Malou took the hall she indicated, wondering how on earth Cam had been able to fit a racquetball court into what appeared to be a fairly small complex. The answer turned out to be not “on earth” but under it. At the end of the hall, Malou found herself staring over a railing into the pit of a racquetball court dug into the ground.
Cam was center court below. A bandanna headband caught the sweat that poured from his brow even in the air-conditioned court. He wore a gray sweatshirt with the sleeves cut off that revealed broad shoulders and supple muscles. His opponent looked to be a good ten years younger than Cam. He was blond, with a dark tennis tan. Their sneakers squeaked across the wooden floor as they lunged after the hard rubber ball ricocheting from one high wall to the next.
They broke for service and the blond went to the back of the court. Cam moved nearer the front wall. While the blond bounced the ball and took a breather, Cam tugged at the front of his sweatshirt, pulling a few puffs of air in to cool his chest. He ran his forearm across his upper lip, then prepared to receive the serve. He crouched down and bounced lightly from foot to foot, staring at the wall ahead with an unyielding concentration. His posture reminded Malou of that first time she’d watched him through her binoculars.
The blond bounced the ball several unnecessary times to try to break that iron concentration. He failed. Malou remembered that the first thing that had impressed her about Cam was his predatory intensity. He was a hunter, a stalker, one used to either bringing down his prey or going hungry.
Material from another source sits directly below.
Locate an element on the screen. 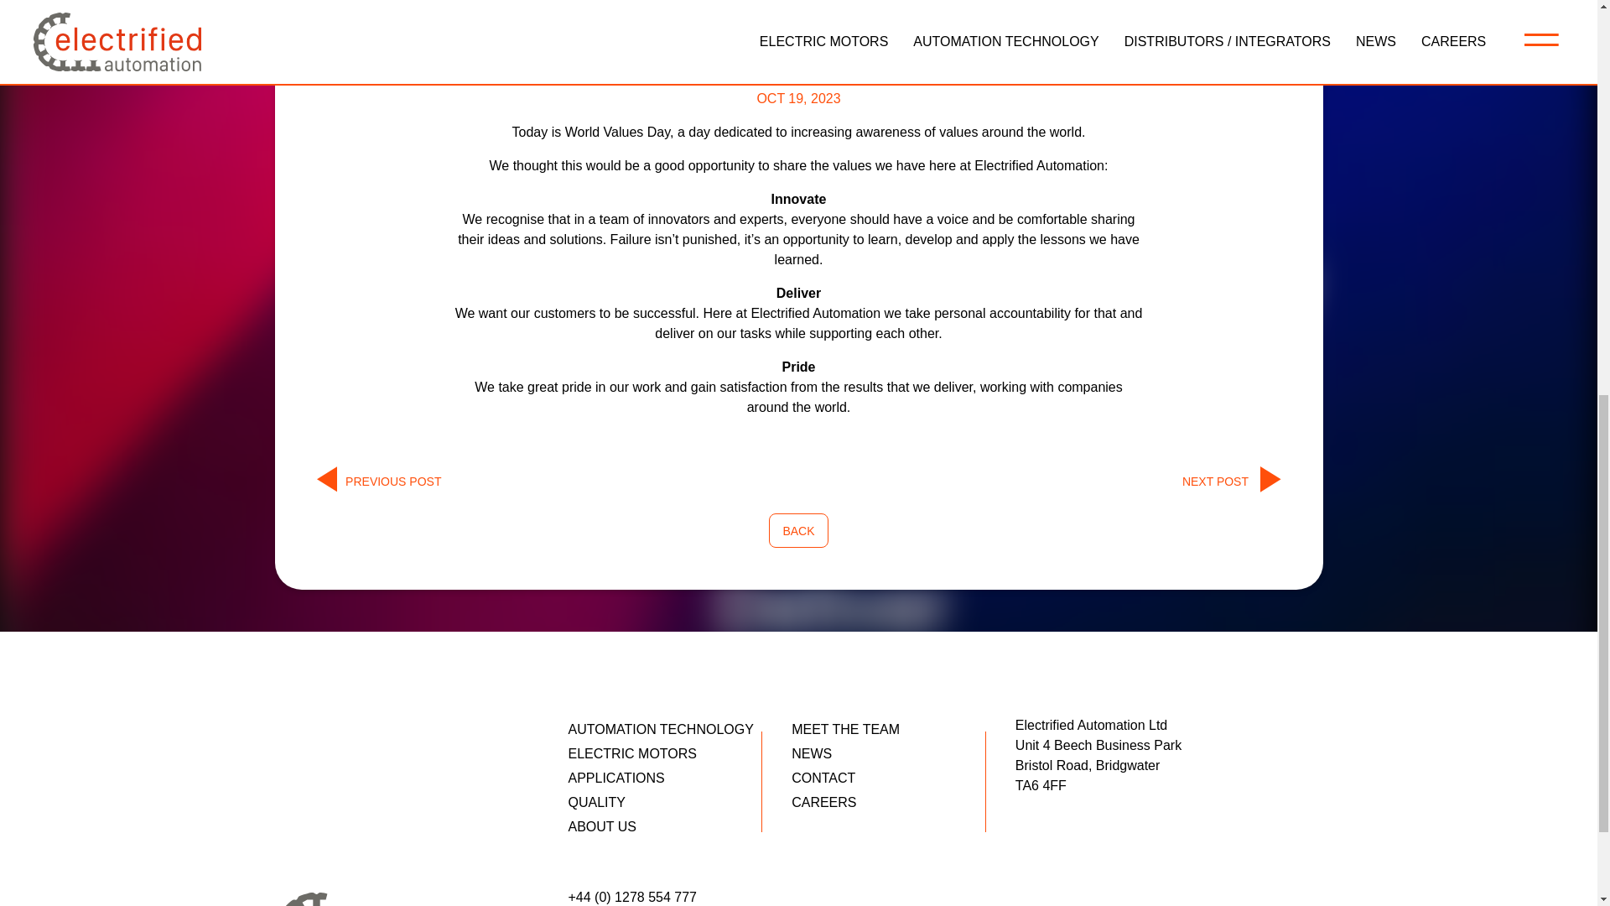  QUALITY is located at coordinates (679, 802).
And it had been a long time since Cameron Landell had gone hungry. She knew that she could forget those facts only at her own peril. Hers and that of the monkeys of Storm Mountain.
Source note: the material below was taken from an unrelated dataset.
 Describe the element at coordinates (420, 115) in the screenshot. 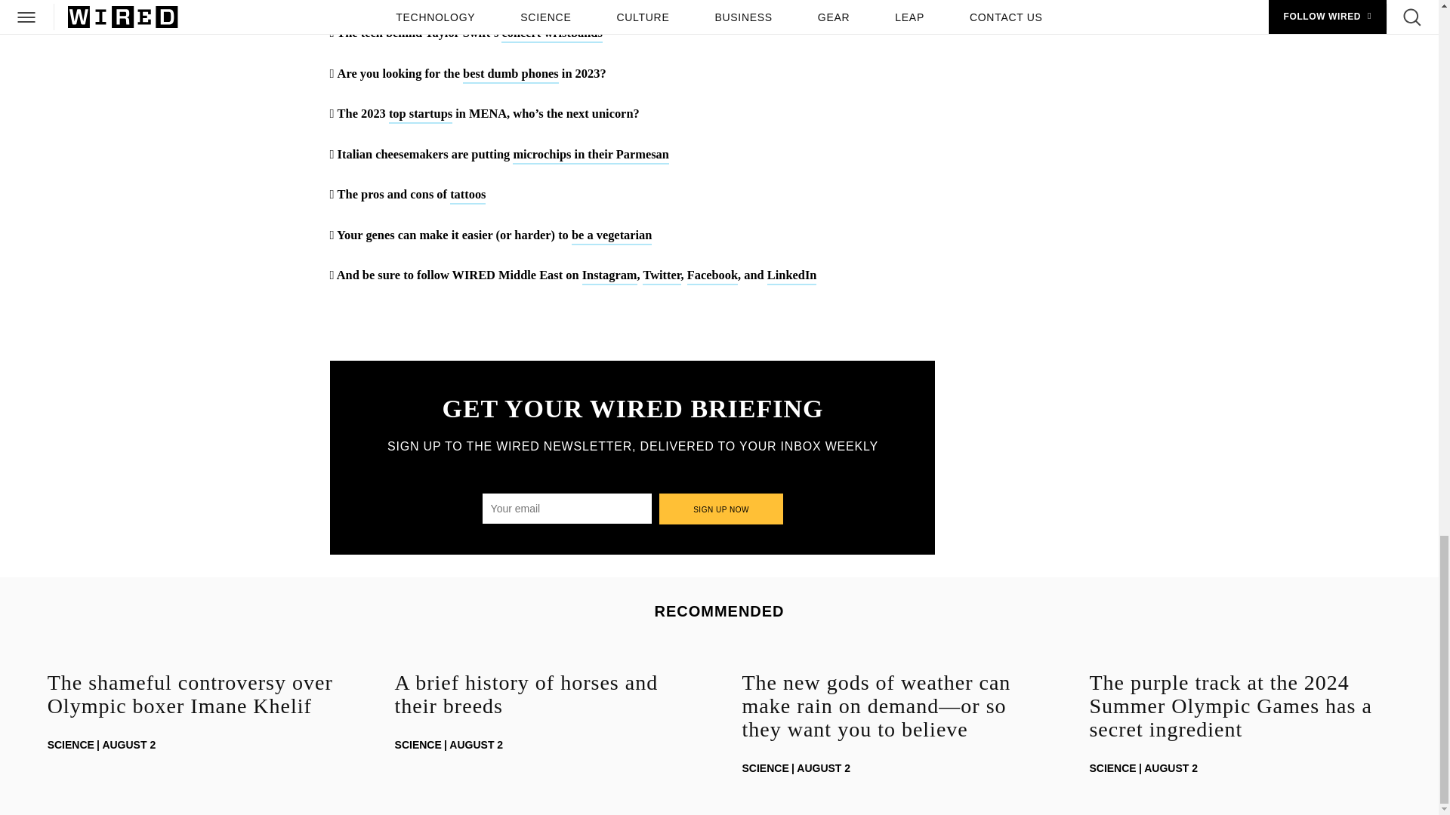

I see `top startups` at that location.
The blond served the ball with a cracking sweep. Cam was up and moving practically in synch with the ball blasting forward. The smooth rush of motion thrilled Malou. Everything worked together in that one sprint. The deep gullies of muscle above Cam’s knee bunched, then lengthened explosively. His right arm flowed back, bringing muscles into play from his shoulder to his cocked wrist. The ball caromed off the front wall, a perfect, devastatingly low serve. Cam swept down to scoop it up and send it rocketing back.